Zoe Liberman
Associate Professor
Research Area
Developmental and Evolutionary Psychology Social Psychology
Biography
Zoe Liberman received her B.S. in Psychology from Yale University (2011) and her Ph.D. in Developmental Psychology from the University of Chicago (2016), where her research was supported by a National Science Foundation Graduate Research Fellowship. Zoe joined the faculty of University of California Santa Barbara in 2016. She was named a Rising Star by the American Psychological Society in 2017.
Research
Zoe Liberman investigates the origins and development of human social cognition. She is particularly interested in how infants begin to understand our complicated social world, as well as how this understanding changes across development and is shaped by experience. Her research focuses on early social categorization. She finds that, starting in the first year of life, infants expect people who speak the same language to be similar to one another and to affiliate. These results suggest that the ability to think about people as members of important social categories is in place in infancy. Dr. Liberman is also interested in the malleability of early social categorization, including the effects of growing up in a multilingual (or otherwise diverse) environment. In addition to her research with infants, Dr. Liberman conducts studies with 3- to 11-year-old children at the Santa Barbara Zoo and MOXI, the Wolf Museum of Exploration + Innovation to investigate the developmental trajectory of reasoning about social categorization and social relationships (e.g., friendship).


Exercise objective:
From the first line of the material below through the line containing "Image is 644x315 pixels.", print every line exactly as it stands, but no pictures.

Excerpted data:
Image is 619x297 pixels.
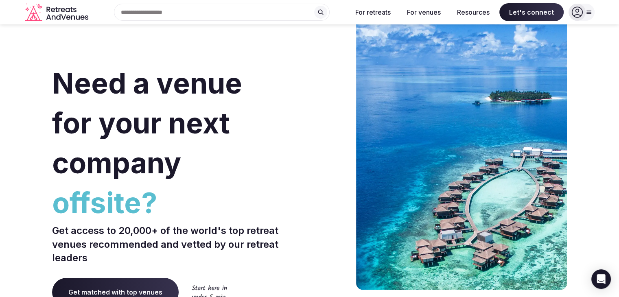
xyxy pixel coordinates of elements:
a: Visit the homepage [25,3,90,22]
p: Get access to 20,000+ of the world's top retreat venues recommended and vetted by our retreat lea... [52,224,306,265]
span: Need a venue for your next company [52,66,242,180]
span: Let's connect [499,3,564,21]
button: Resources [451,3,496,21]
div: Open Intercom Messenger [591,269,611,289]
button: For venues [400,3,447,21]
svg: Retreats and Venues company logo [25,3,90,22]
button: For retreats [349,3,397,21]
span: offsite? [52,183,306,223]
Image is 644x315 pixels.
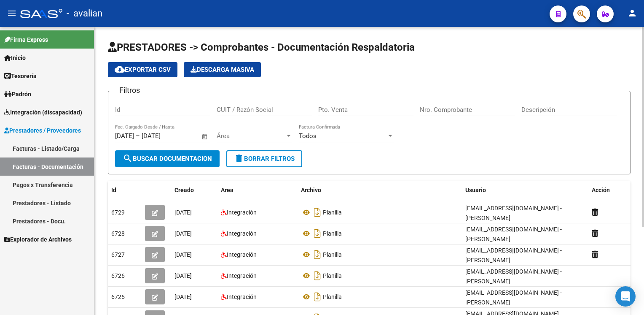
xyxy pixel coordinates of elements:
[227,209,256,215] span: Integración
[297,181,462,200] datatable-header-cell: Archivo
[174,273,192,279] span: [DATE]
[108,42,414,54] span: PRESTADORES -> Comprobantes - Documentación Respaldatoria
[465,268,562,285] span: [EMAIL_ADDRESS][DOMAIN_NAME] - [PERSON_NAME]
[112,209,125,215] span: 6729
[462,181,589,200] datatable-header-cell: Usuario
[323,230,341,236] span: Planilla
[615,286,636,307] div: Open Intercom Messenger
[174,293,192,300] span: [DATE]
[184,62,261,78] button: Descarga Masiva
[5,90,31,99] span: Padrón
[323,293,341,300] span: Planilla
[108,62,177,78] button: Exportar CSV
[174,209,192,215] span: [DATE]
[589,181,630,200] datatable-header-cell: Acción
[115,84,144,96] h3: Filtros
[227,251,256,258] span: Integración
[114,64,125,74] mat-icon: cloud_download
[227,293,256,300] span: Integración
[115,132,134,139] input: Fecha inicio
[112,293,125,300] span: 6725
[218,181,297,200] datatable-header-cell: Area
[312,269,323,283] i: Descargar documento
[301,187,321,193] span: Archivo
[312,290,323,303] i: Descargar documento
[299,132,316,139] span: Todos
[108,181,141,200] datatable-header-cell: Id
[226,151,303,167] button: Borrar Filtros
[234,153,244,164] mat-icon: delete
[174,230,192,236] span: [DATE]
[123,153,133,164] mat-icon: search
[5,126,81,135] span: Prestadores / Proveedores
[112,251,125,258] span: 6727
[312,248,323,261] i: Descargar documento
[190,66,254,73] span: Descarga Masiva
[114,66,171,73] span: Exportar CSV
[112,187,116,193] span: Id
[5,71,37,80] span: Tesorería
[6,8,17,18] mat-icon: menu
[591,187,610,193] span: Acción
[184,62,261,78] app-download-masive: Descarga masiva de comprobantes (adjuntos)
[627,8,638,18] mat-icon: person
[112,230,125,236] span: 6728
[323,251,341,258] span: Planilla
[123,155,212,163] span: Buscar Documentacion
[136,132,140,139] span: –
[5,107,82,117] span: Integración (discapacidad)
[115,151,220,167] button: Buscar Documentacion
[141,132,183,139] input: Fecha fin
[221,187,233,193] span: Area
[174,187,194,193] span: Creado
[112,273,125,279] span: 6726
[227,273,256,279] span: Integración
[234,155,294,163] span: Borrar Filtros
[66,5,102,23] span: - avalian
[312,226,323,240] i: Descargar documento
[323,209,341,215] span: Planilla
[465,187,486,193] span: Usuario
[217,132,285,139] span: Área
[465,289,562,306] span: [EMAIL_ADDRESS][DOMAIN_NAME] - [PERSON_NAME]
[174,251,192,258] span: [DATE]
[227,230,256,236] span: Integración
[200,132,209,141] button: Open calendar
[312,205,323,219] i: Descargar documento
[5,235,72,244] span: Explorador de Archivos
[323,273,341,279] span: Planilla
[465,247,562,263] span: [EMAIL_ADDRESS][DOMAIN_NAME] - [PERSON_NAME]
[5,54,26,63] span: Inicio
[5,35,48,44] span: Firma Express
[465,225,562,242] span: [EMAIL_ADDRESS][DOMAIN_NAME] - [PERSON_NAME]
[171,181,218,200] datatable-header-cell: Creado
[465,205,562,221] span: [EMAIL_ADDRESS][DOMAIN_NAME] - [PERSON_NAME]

Output:
Image is 619x297 pixels.
xyxy pixel coordinates of elements:
a: Visit the homepage [25,3,90,22]
p: Get access to 20,000+ of the world's top retreat venues recommended and vetted by our retreat lea... [52,224,306,265]
span: Need a venue for your next company [52,66,242,180]
span: Let's connect [499,3,564,21]
button: Resources [451,3,496,21]
div: Open Intercom Messenger [591,269,611,289]
button: For venues [400,3,447,21]
svg: Retreats and Venues company logo [25,3,90,22]
button: For retreats [349,3,397,21]
span: offsite? [52,183,306,223]
Image is 644x315 pixels.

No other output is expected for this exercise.